Notre Dame a game, not an event, to NC State
When you think of Notre Dame football, you think of the Golden Dome and Touchdown Jesus and the catchy fight song and the only college football program with its own TV contract.
All of the Fighting Irish’s tradition – the 11 national titles, the seven Heisman Trophy winners, the movie with “Rudy” and the other movie with “The Gipper” – is “kinda cool,” to use N.C. State linebacker Airius Moore’s words.
Notre Dame (2-3), a member in the ACC in all sports but football, will make its first-ever visit to N.C. State (3-1) on Saturday.
“As a football fan, you understand the tradition they have,” Moore said. “But being a player now, I can’t worry about that, all we can worry about is the game.”
That’s exactly the message Wolfpack coach Dave Doeren wants to get through to his players.
“The history of that program has nothing to do with what’s going to happen on Saturday,” Doeren said.
The history of that program has nothing to do with what’s going to happen on Saturday.
N.C. State coach Dave Doeren on Notre Dame
So while a big deal will be made of Notre Dame’s first visit to Carter-Finley Stadium – and on the 50th anniversary of the first game ever played there – the challenge at hand means more than anything else on the periphery.
“For us to beat anybody – regardless of what they used to be or what they are now or what people say they are going to be or how many stars they have or what their preseason rankings – we have to control the things that we can control,” Doeren said. “That’s all we’re going to talk about with our players.”
N.C. State’s laser focus also means there’s no sense in trying to interpret what Duke’s 38-35 win at Notre Dame on Sept. 24 means to this game.
Duke lost at home to Wake Forest but won at Notre Dame. N.C. State beat Wake Forest this past Saturday. None of which means anything, Doeren said.
“I don’t think you can say, ‘Because this team beat that team then we can beat that team,’ ” Doeren said. “We have to earn the right to beat that team.”
Doeren spent a good amount of time on Monday talking about the challenge Notre Dame’s offense represents.
The Irish are coming off a 50-33 win over ACC foe Syracuse. Quarterback DeShone Kizer threw for 471 yards and three touchdowns and has Notre Dame ranked No. 15 in the country in passing offense at 327.8 yards per game.
Notre Dame’s offensive line, led by left tackle Mike McGlinchey, “might be the best we face all season,” Doeren said.
Receiver Equanimeous St. Brown already has six touchdown catches, and 541 receiving yards, in five games.
The offense is not the reason the Irish lost three of its first four games. The defense ranks No. 106 in yards per game (461) and No. 100 in scoring (33.4 points per game).
After the home loss to Duke, when freshman quarterback Daniel Jones threw for 290 yards for the Blue Devils, Notre Dame coach Brian Kelly replaced defensive coordinator Brian VanGorder with Greg Hudson.
Hudson, a former assistant at East Carolina for Skip Holtz, provides one of the few tangential links between Notre Dame and N.C. State. Hudson worked at ECU for Skip Holtz, whose dad, Lou, was the head coach for both N.C. State (1972 to ’75) and the Fighting Irish (1986 to ’96).
Other than Holtz, and a matchup in the 2003 Gator Bowl – a 28-6 N.C. State win fueled by quarterback Philip Rivers – there’s not a lot of common ground between the two programs.
And all of that’s fine with N.C. State. There’s not really time for a history lesson this week, just a football game.
“When you get into all the hype and things like that, you kind of over-hype yourself and get out of your game,” Moore said.
“We’re just really trying to focus on the game and take care of business.”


[Task prompt]: Lines from the one with "xyxy pixel coordinates" through the end of the listing below should be set down exactly, with no other line included.

The data START

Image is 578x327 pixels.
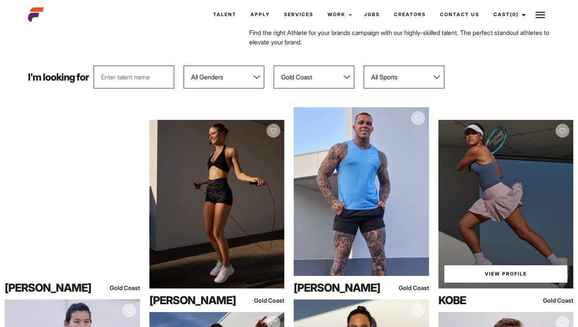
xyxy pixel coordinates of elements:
div: [PERSON_NAME] [5,280,86,296]
a: Contact Us [433,4,487,25]
div: Gold Coast [99,283,140,293]
a: Apply [244,4,277,25]
a: Creators [387,4,433,25]
a: Jobs [357,4,387,25]
p: I'm looking for [28,72,89,82]
div: Kobe [439,293,520,309]
img: cropped-aefm-brand-fav-22-square.png [28,7,44,22]
div: Gold Coast [533,296,574,306]
p: Find the right Athlete for your brands campaign with our highly-skilled talent. The perfect stand... [249,28,551,47]
a: Work [321,4,357,25]
div: [PERSON_NAME] [150,293,231,309]
a: Services [277,4,321,25]
div: [PERSON_NAME] [294,280,375,296]
div: Gold Coast [244,296,285,306]
img: Burger icon [536,10,545,20]
span: (0) [510,11,519,17]
div: Gold Coast [388,283,429,293]
input: Enter talent name [94,66,174,89]
a: View Kobe'sProfile [445,266,568,283]
a: Cast(0) [487,4,531,25]
a: Talent [206,4,244,25]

The data END

[Result]:
xyxy pixel coordinates of elements:
div: [PERSON_NAME] [5,280,86,296]
a: Contact Us [433,4,487,25]
div: Gold Coast [99,283,140,293]
a: Apply [244,4,277,25]
a: Creators [387,4,433,25]
a: Jobs [357,4,387,25]
p: I'm looking for [28,72,89,82]
div: Kobe [439,293,520,309]
img: cropped-aefm-brand-fav-22-square.png [28,7,44,22]
div: Gold Coast [533,296,574,306]
p: Find the right Athlete for your brands campaign with our highly-skilled talent. The perfect stand... [249,28,551,47]
a: Work [321,4,357,25]
div: [PERSON_NAME] [150,293,231,309]
a: Services [277,4,321,25]
div: [PERSON_NAME] [294,280,375,296]
div: Gold Coast [244,296,285,306]
img: Burger icon [536,10,545,20]
span: (0) [510,11,519,17]
div: Gold Coast [388,283,429,293]
input: Enter talent name [94,66,174,89]
a: View Kobe'sProfile [445,266,568,283]
a: Cast(0) [487,4,531,25]
a: Talent [206,4,244,25]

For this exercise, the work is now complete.